Once she finally “retired,” she focused her energy on learning every conceivable craft: painting, watercolor, pottery, doll and doll house making, beading, quilting, knitting, crochet, jewelry, copper enameling, paper making, leatherwork, basketry, china painting, embroidery, lacework, felting, spinning, dyeing and weaving.
But she has always been a teacher at heart, and the nearly 30 weaving students she has mentored over the years are forever grateful she focused her teaching on weaving. In the beginning, she insisted every student master the basics, with carefully prescribed lesson plans and samplers. She has mellowed over the years, guiding beginners through projects and yarns of their choosing and letting them learn from their mistakes. Her goal has always been not just to teach people to weave, but to help them learn to love it.
Some lessons her students will never forget: “Never give up. You’re not going to waste the rest of that warp, are you? If the knots are not up against the heddles, keep weaving. You’ll never know until you try. Don’t worry, everything will work out fine. I think it’s time you tried something new. No, you cannot hire someone to warp your loom.”

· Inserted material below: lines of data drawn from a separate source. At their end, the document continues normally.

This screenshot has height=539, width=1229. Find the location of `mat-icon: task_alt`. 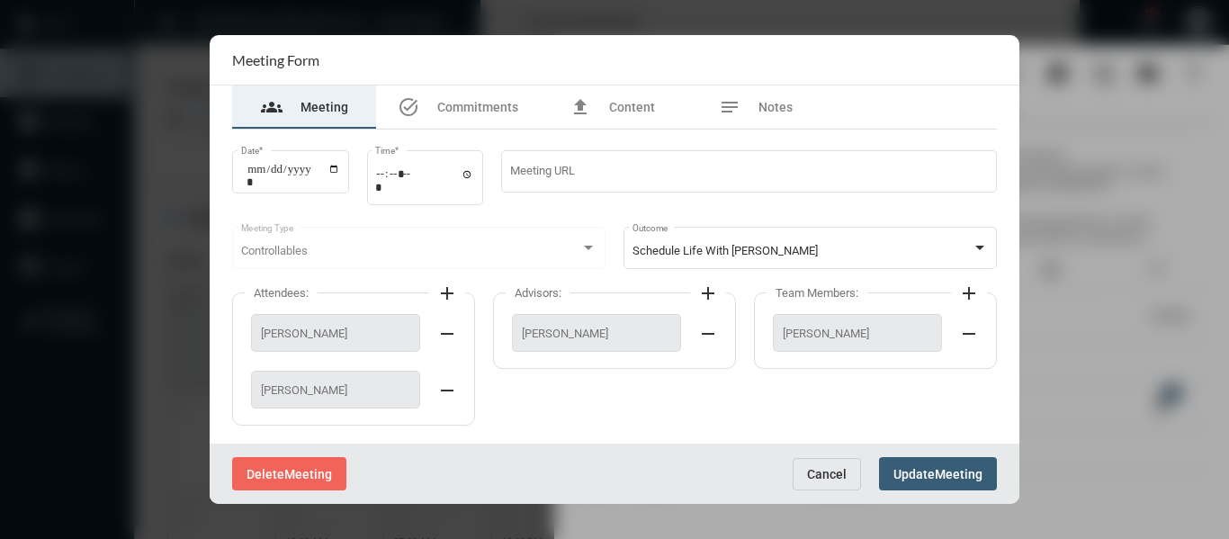

mat-icon: task_alt is located at coordinates (408, 107).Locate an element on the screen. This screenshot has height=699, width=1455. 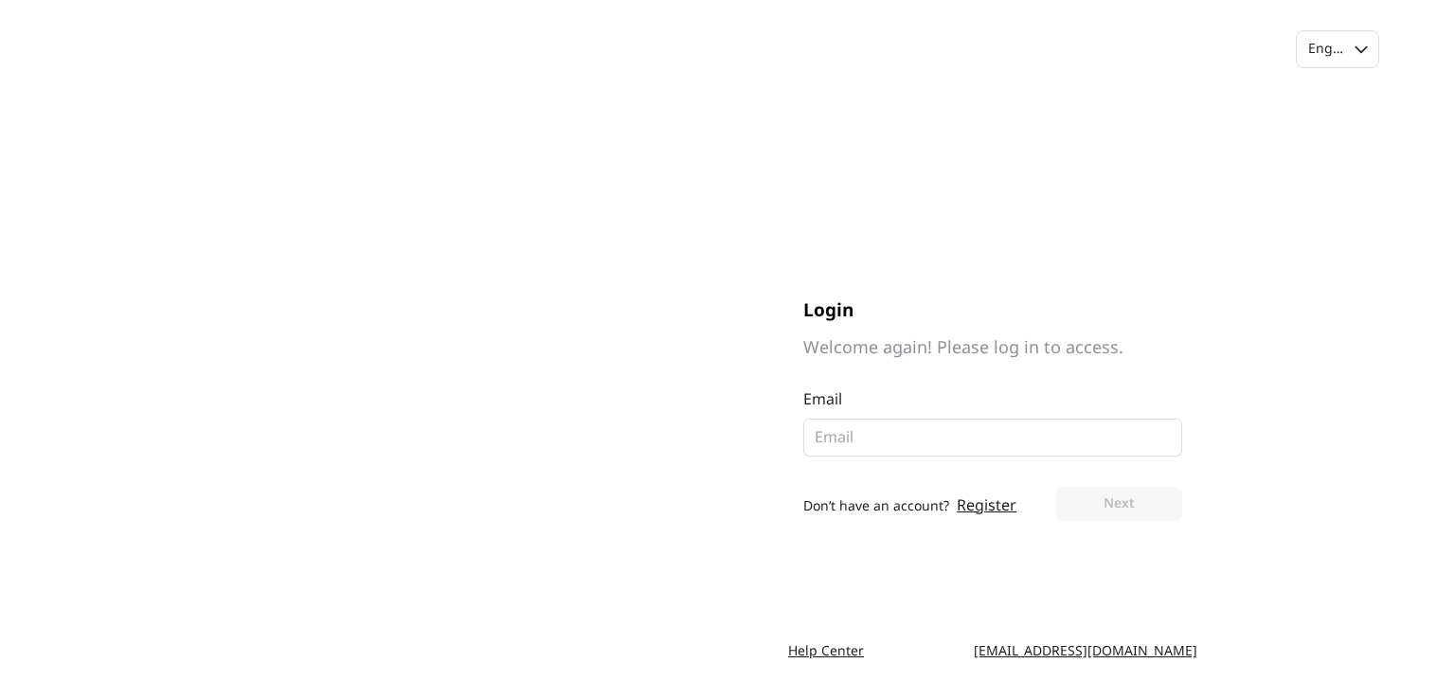
p: Email is located at coordinates (993, 400).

Doris was one of the first members of the South Jersey Guild of Spinners and Handweavers and has always contributed to it and other local guilds, teaching and hosting workshops, providing an unending inventory of show and sale items, participating in public demonstrations, sharing her extensive library and attracting new weavers. As Doris looks back over her weaving career, one of her biggest concerns is for the future of the craft itself and who will continue the teaching tradition.
Fortunately, some of her students have become weaving teachers. But Doris’ passion, patience, determination and contagious enthusiasm are unique. Her cellar has become the foundation for a true community of weavers who learn from and are inspired by her and each other. That is her greatest gift. We treasure our time together and wish only for more lifetimes, so we can finally learn it all.”